A letter from the Publisher
In 1995 I started School Wise Press to provide education leaders the same level of professional design, writing, and numeric literacy in accountability reporting that professional sports teams and financial institutions have. Our premise was simple. In this new era of accountability, schools’ and districts’ reputations would rise and fall based on the perception of staff, parents, and voters of their ability to provide evidence of learning. Learning is difficult to measure, of course. But those who measure it would have the power to determine both the quality of that evidence and the quality of its interpretation.
Just as the craft of reporting results about schools and districts is lagging when compared with sports or finance reporting, the art and craft of measuring learning’s progress itself is lagging. We believe one reason for this is the scarcity of talented practitioners. Another reason is that those who govern and manage school districts and schools have a hard time identifying those talented practitioners.
Hence the Owl Corps. We have an owl’s eye for talent in this field. Those eyes are largely the eyes of our senior director, Bob Ryan, who led the research, evaluation, and assessment group at the Los Angeles County Office of Education. He prides himself on finding great people and matching them with challenges that draw out their talents fully.
This summer Bob spent 100 days searching for the best team of talent in the state. Under his direction, the directors he has recruited—Phil Morse, Tom Barrett, Jim Baxter, Patrick Lee, Bob Mange, and Howard Herlhave more than 150 years of combined experience to offer to leaders who want to survive and thrive during this difficult economic downturn.
We are also fielding the Owl Corps because we believe in the power that wise assessment can bring to teachers and students when put to work in classrooms.
Look no further than Poway USD, where enlightened district leaders like Ray Wilson and Deputy Superintendent John Collins developed a fierce focus on benchmark assessments and asked teachers to vote to opt in, school by school. Now teachers are sharing their results in grade-level professional communities across the entire district, and students are setting their own goals, coming to teachers when they feel they’re ready to move on. (Click here if you want to hear their story in their own words.)
More is possible. Wiser uses of better measurement can help expand the limits of the possible. We intend to contribute to this happier future of greater possibilities. I hope you’ll join us in doing so.
Steve Rees
President and Publisher
An optical instrument that gathers and focuses light to make distant objects appear larger and therefore nearer.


#### Aim of the task
Give the entries back exactly, dropping each image.

(Study material begins)

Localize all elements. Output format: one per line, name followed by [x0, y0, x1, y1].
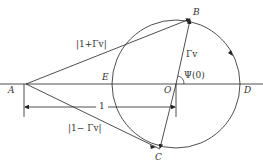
point-a-label: A — [8, 86, 15, 95]
point-e-label: E — [102, 73, 109, 82]
one-minus-gamma-label: |1− Γv| — [68, 124, 102, 133]
one-plus-gamma-label: |1+Γv| — [76, 40, 107, 49]
diagram-drawing — [0, 0, 263, 162]
reflection-coefficient-circle-diagram: A B C D E O |1+Γv| |1− Γv| Γv Ψ(0) 1 — [0, 0, 263, 162]
point-b-label: B — [193, 8, 200, 17]
unit-length-label: 1 — [99, 102, 105, 111]
point-o-label: O — [164, 86, 171, 95]
point-c-label: C — [155, 153, 162, 162]
psi-label: Ψ(0) — [184, 71, 205, 80]
point-d-label: D — [244, 86, 251, 95]
vector-a-to-c — [26, 84, 160, 149]
gamma-label: Γv — [186, 50, 197, 59]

(Study material ends)

#### Solved problem
Localize all elements. Output format: one per line, name followed by [x0, y0, x1, y1].
point-a-label: A — [8, 86, 15, 95]
point-e-label: E — [102, 73, 109, 82]
one-minus-gamma-label: |1− Γv| — [68, 124, 102, 133]
one-plus-gamma-label: |1+Γv| — [76, 40, 107, 49]
diagram-drawing — [0, 0, 263, 162]
reflection-coefficient-circle-diagram: A B C D E O |1+Γv| |1− Γv| Γv Ψ(0) 1 — [0, 0, 263, 162]
point-b-label: B — [193, 8, 200, 17]
unit-length-label: 1 — [99, 102, 105, 111]
point-o-label: O — [164, 86, 171, 95]
point-c-label: C — [155, 153, 162, 162]
psi-label: Ψ(0) — [184, 71, 205, 80]
point-d-label: D — [244, 86, 251, 95]
vector-a-to-c — [26, 84, 160, 149]
gamma-label: Γv — [186, 50, 197, 59]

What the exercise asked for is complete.